"Hush!" said the Duke, frowning at her like a tragic actor accustomed to provincial audiences.

She rustled upstairs in great agitation.

Chloe, according to her timid custom, vanished to bed when the women went to their rooms. She feared smoking-room stories. And so the paragon, the Duke, Mr. Rodney, and Mr. Ingerstall sat alone in the amber smoking-room, which adjoined Winter Garden No. 2, in which Mrs. Lite's favourites soundly slept. Mr. Rodney sat for about two minutes looking like a habitually nervous man, who is suddenly confronted with the last day. Then he hastily swallowed about a pint of brandy.

"Hullo, Rodney!" said the Duke. "Turning teetotaler?"

"I beg your pardon?" said Mr. Rodney, with a distracted demeanour.

"Giving up the drink, I see," continued the Duke, with a dismal attempt at his usual jocose air. "Sousing yourself in water from the crystal spring."

"I beg your pardon, Duke," said Mr. Rodney, looking deeply hurt and almost on the verge of tears; "the outrage committed upon me this afternoon is scarcely matter for jest. I—I——" He drank another pint of brandy, and muttering something about the "necessity for expelling cold from the system," and the "terrible results following on rheumatic fever," hurried from the room, affecting the gait of an old hedger and ditcher, crippled with that roadside complaint to which he had so feelingly alluded.

The Duke glared at Mr. Bush, and, lighting a cigar, remarked to Mr. Ingerstall that Rodney would have D.T. on the course to-morrow if he didn't take care. Then he seized the Times, and buried himself in the advertisement sheets, through which he took stock of the paragon, making a hole with his finger in "Wanted, a quiet home for a clergyman afflicted with homicidal mania, who is subject to fits, but is High Church, studious, and of a happy disposition."

"Damn it, there's no absinthe!" cried Mr. Ingerstall. "In Paris one is not deprived of necessities as one is in England. Why don't I live in Paris?"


Action item - Go through the listing below and gather every line with the word "expulsion".
The input START
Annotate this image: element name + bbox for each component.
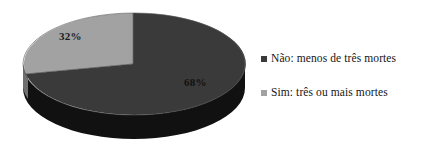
chart-legend: Não: menos de três mortes Sim: três ou m…	[261, 50, 429, 118]
slice-label-nao: 68%	[184, 76, 207, 88]
pie-chart-graphic: 32% 68%	[0, 0, 260, 150]
legend-label-sim: Sim: três ou mais mortes	[271, 86, 388, 98]
slice-label-sim: 32%	[59, 30, 82, 42]
pie-svg	[0, 0, 260, 150]
light-slice-top	[24, 13, 133, 74]
legend-swatch-icon-nao	[261, 56, 267, 62]
legend-item-sim[interactable]: Sim: três ou mais mortes	[261, 84, 429, 100]
legend-label-nao: Não: menos de três mortes	[271, 52, 396, 64]
legend-item-nao[interactable]: Não: menos de três mortes	[261, 50, 429, 66]
pie-chart-figure: 32% 68% Não: menos de três mortes Sim: t…	[0, 0, 429, 150]
legend-swatch-icon-sim	[261, 90, 267, 96]
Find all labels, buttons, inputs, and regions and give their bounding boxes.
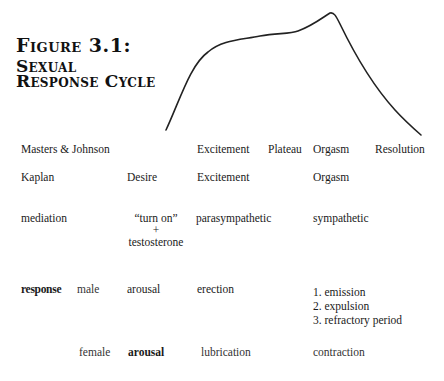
mj-phase-resolution: Resolution <box>375 143 425 156</box>
kaplan-phase-excitement: Excitement <box>197 171 249 184</box>
male-excitement-erection: erection <box>197 283 234 296</box>
female-orgasm-contraction: contraction <box>313 346 365 359</box>
row-label-response: response <box>21 283 61 296</box>
mj-phase-plateau: Plateau <box>268 143 302 156</box>
mediation-desire: “turn on” + testosterone <box>124 212 188 249</box>
male-orgasm-item-1: 1. emission <box>313 285 402 299</box>
response-sex-female: female <box>79 346 110 359</box>
mediation-orgasm: sympathetic <box>313 212 369 225</box>
response-curve <box>0 0 444 140</box>
female-desire-arousal: arousal <box>128 346 164 359</box>
mj-phase-orgasm: Orgasm <box>313 143 349 156</box>
female-excitement-lubrication: lubrication <box>201 346 251 359</box>
mediation-excitement: parasympathetic <box>196 212 271 225</box>
male-orgasm-item-3: 3. refractory period <box>313 313 402 327</box>
male-orgasm-item-2: 2. expulsion <box>313 299 402 313</box>
mediation-desire-testosterone: testosterone <box>124 236 188 249</box>
response-sex-male: male <box>77 283 99 296</box>
response-curve-line <box>166 13 421 135</box>
row-label-mediation: mediation <box>21 212 67 225</box>
mj-phase-excitement: Excitement <box>197 143 249 156</box>
male-desire-arousal: arousal <box>127 283 160 296</box>
kaplan-phase-desire: Desire <box>127 171 157 184</box>
row-label-masters-johnson: Masters & Johnson <box>21 143 110 156</box>
row-label-kaplan: Kaplan <box>21 171 54 184</box>
kaplan-phase-orgasm: Orgasm <box>313 171 349 184</box>
male-orgasm-list: 1. emission 2. expulsion 3. refractory p… <box>313 285 402 327</box>
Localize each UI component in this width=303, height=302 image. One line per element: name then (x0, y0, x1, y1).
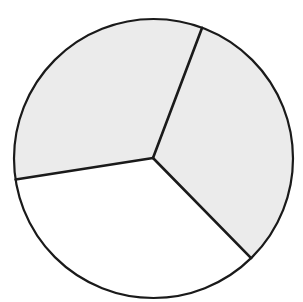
circle-diagram (0, 0, 303, 302)
diagram-stage (0, 0, 303, 302)
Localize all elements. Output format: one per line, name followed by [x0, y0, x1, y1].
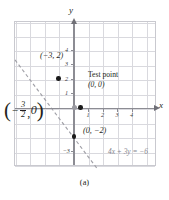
label-line-equation: 4x + 3y = −6	[108, 148, 148, 156]
data-point-minus3-2	[56, 76, 61, 81]
data-point-0-minus2	[72, 134, 77, 139]
fraction-three-halves: 32	[20, 101, 26, 119]
y-tick	[71, 50, 74, 51]
figure-coordinate-plane: y x	[0, 0, 169, 200]
label-test-point-coords: (0, 0)	[88, 81, 104, 89]
y-tick	[71, 93, 74, 94]
label-point-minus-three-halves-0: (−32,0)	[4, 101, 44, 119]
label-point-0-minus2: (0, −2)	[83, 127, 106, 136]
y-axis-label: y	[69, 6, 73, 15]
y-tick-label: 1	[65, 90, 68, 96]
paren-close: )	[37, 102, 44, 119]
x-tick-label: 4	[130, 112, 133, 118]
line-4x-plus-3y-equals-minus-6	[15, 22, 157, 167]
x-tick-label: 1	[87, 112, 90, 118]
y-tick	[71, 79, 74, 80]
plot-area: 1 2 3 4 4 3 2 1 −3	[14, 21, 156, 166]
y-tick	[71, 151, 74, 152]
y-tick-label: 2	[65, 76, 68, 82]
label-test-point-title: Test point	[88, 71, 118, 79]
y-tick-label: 4	[65, 47, 68, 53]
y-tick-label: 3	[65, 61, 68, 67]
y-tick	[71, 64, 74, 65]
figure-caption: (a)	[0, 178, 169, 187]
fraction-numerator: 3	[20, 101, 26, 110]
test-point-origin-marker	[72, 105, 77, 110]
x-tick-label: 2	[101, 112, 104, 118]
y-axis-arrow-icon	[71, 18, 77, 24]
fraction-denominator: 2	[20, 111, 26, 120]
x-axis-arrow-icon	[154, 105, 160, 111]
data-point-minus-three-halves-0	[78, 105, 83, 110]
y-tick-label: −3	[63, 148, 70, 154]
paren-open: (	[4, 102, 11, 119]
label-point-minus3-2: (−3, 2)	[40, 52, 63, 61]
x-tick-label: 3	[116, 112, 119, 118]
fraction-minus-sign: −	[11, 105, 19, 116]
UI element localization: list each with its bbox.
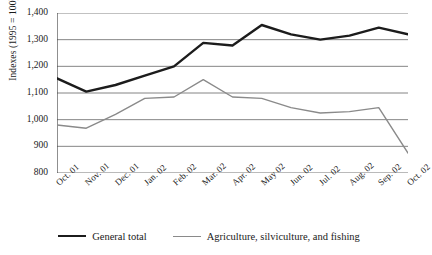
series-line [57,80,408,153]
y-axis-tick: 900 [14,142,48,152]
legend-swatch-line-icon [58,235,86,237]
plot-svg [57,13,408,173]
x-axis-tick: Oct. 02 [405,162,432,188]
legend-label: General total [92,231,147,242]
y-axis-tick: 1,200 [14,62,48,72]
y-axis-tick: 1,100 [14,88,48,98]
y-axis-tick-labels: 1,4001,3001,2001,1001,000900800 [12,0,48,255]
y-axis-tick: 1,400 [14,8,48,18]
chart-legend: General total Agriculture, silviculture,… [0,228,418,244]
legend-label: Agriculture, silviculture, and fishing [207,231,360,242]
y-axis-tick: 1,000 [14,115,48,125]
legend-item-general-total: General total [58,231,147,242]
y-axis-tick: 800 [14,168,48,178]
plot-area [57,13,408,173]
legend-item-agriculture: Agriculture, silviculture, and fishing [173,231,360,242]
legend-swatch-line-icon [173,236,201,237]
series-line [57,25,408,92]
y-axis-tick: 1,300 [14,35,48,45]
source-note [2,246,302,255]
x-axis-tick-labels: Oct. 01Nov. 01Dec. 01Jan. 02Feb. 02Mar. … [57,178,408,224]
The input END
Answer space -
male-orgasm-item-2: 2. expulsion <box>313 299 402 313</box>
male-orgasm-list: 1. emission 2. expulsion 3. refractory p… <box>313 285 402 327</box>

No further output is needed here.